Climate change huge challenge for Africa: minister

Wangui Kanina, Reuters 29 May 09;

NAIROBI (Reuters) - The challenges facing Africa to fight climate change are enormous and costs are huge though hard to quantify, South Africa's environment minister said on Friday.

Minister Buyelwa Sonjica said her peers from more than 30 African countries, meeting in Nairobi, had agreed a joint position on climate change, to be presented at negotiations in Copenhagen this December.

"Increased support to Africa should be based on priorities which include adaptation, capacity building, financing and technology development and transfer," she told a news conference.

The world's poorest continent is expected to be hardest hit by climate change, despite having the lowest emissions of greenhouse gases.

According to the United Nations, between 250 and 750 million people in Africa will face water shortages by 2020, while in some African countries, yields from rain-fed agriculture could be reduced by up to 50 percent by 2020.

"Most of the work remains to be done, particularly with the cost of adaptation in Africa estimated between $1 billion to $50 billion per year," Sonjica said.

Sonjica, who is the president of the African Ministerial Conference on the Environment, urged rich countries not to attach conditions on assistance given to developing countries.

"African governments must commit certain amounts from their budget, but you cannot commit what you don't have. I get a sense that there is a push for us to over-commit," she said.

COSTS

The United Nations has estimated the costs of adapting to rising seas in Africa could amount to at least 5-to-10 percent of gross domestic product toward the end of this century.

It also projects an increase of 5-to-8 percent of arid and semi-arid lands in Africa by 2080.

Africa advocates expansion of categories so that countries can benefit from carbon credits, and other international incentives to include agriculture and forest management.

Yvo de Boer, head of the U.N. Climate Change Secretariat, said bigger countries such as China and Korea had won more funds than Africa from rich nations to help cut greenhouse gases.

Africa has received relatively little aid because the projects available in the continent were much smaller, he told a news conference.

"Because many economies in Africa are very small, not a lot can be done to reduce emissions gases, so reducing emissions in Africa is not as big an opportunity as it is in Asian countries," he said.

(Editing by Michael Roddy)

African ministers take stand on climate change
Yahoo News 29 May 09;

NAIROBI (AFP) – African environment ministers on Friday demanded clear commitment from industrialised countries to fund projects to counter the effects of global warming.

They lamented lack of commitment by developed states to fund projects that will help Africa, the world's lowest polluter, to cope with the effects of climate change.

"There is no commitment that has been made to fund adapation and there are still conditionalities... being pegged," South Africa's Environemnt Minister Buyelwa Sonjica said.

"If anything we would have wanted a stronger leadership from the developed world and I am not sure if it's there. I haven't seen it yet," said Sonjika who heads the African Ministerial Conference on the Environment.

The ministers who gathered in Nairobi also agreed on a common stand on climate change to be presented at the United Nations climate conference in Copenhagen in December.

The agreement calls for more finances and clean energy technology transfer as well as significant carbon emission cuts by developed countries.

The ministers want industrialised nations to cut emissions by 25 to 40 percent by 2020 below the 1990 levels.

They also urged the G8 countries to implement a recommendation to establish a regional centre for climate change in Africa.

"Africa's environment ministers have today signaled their resolve to be part of the solution to the climate change challenge by forging a unified position," said Achim Steiner, the UN Environment Programme chief.

"It is now time for other continents and countries, especially the developed economies, to now seriously shoulder theirs."

French Minister of Environment Jean-Louis Borloo, who attended, pledged Europe's total support for Africa, warning against using the global financial crisis to delay action.

"Europe will do it. We know our American friends started late... but we have to stick to our 25 to 40 percent reduction.

"The (global) crisis should not be used as pretext by industrialised countries to delay," he told AFP.

The African Union commisioner for agriculture Rhoda Tumussime said the contintent has "moral right to demand for compensation from those countries that contribute most of the problem to global warming.

"It is grossly unfair for Africa to suffer from a problem for which it has contributed very minimally," she said.

Kenya's Environment Minister John Michuki said: "African should not be the first to pay the price."

According to UNEP's statistics, between 75 million and 250 million people in Africa may face water shortages by 2020.

It also estimates that up to 50 billion dollars would be needed every year to cope with the effects of climate change in Africa.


● **What is expected**
Restating the data word for word is all that is required.

Data shown: Begin

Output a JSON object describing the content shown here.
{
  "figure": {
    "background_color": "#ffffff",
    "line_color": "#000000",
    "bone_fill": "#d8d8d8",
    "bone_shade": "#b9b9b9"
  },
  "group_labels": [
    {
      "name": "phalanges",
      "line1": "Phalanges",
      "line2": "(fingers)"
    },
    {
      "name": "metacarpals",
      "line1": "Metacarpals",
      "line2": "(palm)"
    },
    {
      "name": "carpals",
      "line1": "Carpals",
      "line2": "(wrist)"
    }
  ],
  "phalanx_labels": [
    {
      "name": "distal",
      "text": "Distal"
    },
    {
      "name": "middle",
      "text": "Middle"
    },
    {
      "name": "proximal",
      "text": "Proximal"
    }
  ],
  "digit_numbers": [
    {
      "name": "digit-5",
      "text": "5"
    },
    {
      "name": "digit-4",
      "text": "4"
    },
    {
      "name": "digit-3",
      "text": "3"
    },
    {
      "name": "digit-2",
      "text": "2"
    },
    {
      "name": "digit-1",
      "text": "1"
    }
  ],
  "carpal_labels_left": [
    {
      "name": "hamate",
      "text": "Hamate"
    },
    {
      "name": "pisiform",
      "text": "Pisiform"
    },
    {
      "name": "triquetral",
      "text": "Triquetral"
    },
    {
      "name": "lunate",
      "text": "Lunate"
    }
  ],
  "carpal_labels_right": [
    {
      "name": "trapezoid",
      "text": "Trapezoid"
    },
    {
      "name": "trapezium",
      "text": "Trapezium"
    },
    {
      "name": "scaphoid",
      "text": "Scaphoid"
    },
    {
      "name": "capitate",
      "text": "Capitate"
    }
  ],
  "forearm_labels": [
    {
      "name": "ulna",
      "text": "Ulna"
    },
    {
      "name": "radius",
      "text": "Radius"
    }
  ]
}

Data shown: End

● **Problem solution**
Output a JSON object describing the content shown here.
{
  "figure": {
    "background_color": "#ffffff",
    "line_color": "#000000",
    "bone_fill": "#d8d8d8",
    "bone_shade": "#b9b9b9"
  },
  "group_labels": [
    {
      "name": "phalanges",
      "line1": "Phalanges",
      "line2": "(fingers)"
    },
    {
      "name": "metacarpals",
      "line1": "Metacarpals",
      "line2": "(palm)"
    },
    {
      "name": "carpals",
      "line1": "Carpals",
      "line2": "(wrist)"
    }
  ],
  "phalanx_labels": [
    {
      "name": "distal",
      "text": "Distal"
    },
    {
      "name": "middle",
      "text": "Middle"
    },
    {
      "name": "proximal",
      "text": "Proximal"
    }
  ],
  "digit_numbers": [
    {
      "name": "digit-5",
      "text": "5"
    },
    {
      "name": "digit-4",
      "text": "4"
    },
    {
      "name": "digit-3",
      "text": "3"
    },
    {
      "name": "digit-2",
      "text": "2"
    },
    {
      "name": "digit-1",
      "text": "1"
    }
  ],
  "carpal_labels_left": [
    {
      "name": "hamate",
      "text": "Hamate"
    },
    {
      "name": "pisiform",
      "text": "Pisiform"
    },
    {
      "name": "triquetral",
      "text": "Triquetral"
    },
    {
      "name": "lunate",
      "text": "Lunate"
    }
  ],
  "carpal_labels_right": [
    {
      "name": "trapezoid",
      "text": "Trapezoid"
    },
    {
      "name": "trapezium",
      "text": "Trapezium"
    },
    {
      "name": "scaphoid",
      "text": "Scaphoid"
    },
    {
      "name": "capitate",
      "text": "Capitate"
    }
  ],
  "forearm_labels": [
    {
      "name": "ulna",
      "text": "Ulna"
    },
    {
      "name": "radius",
      "text": "Radius"
    }
  ]
}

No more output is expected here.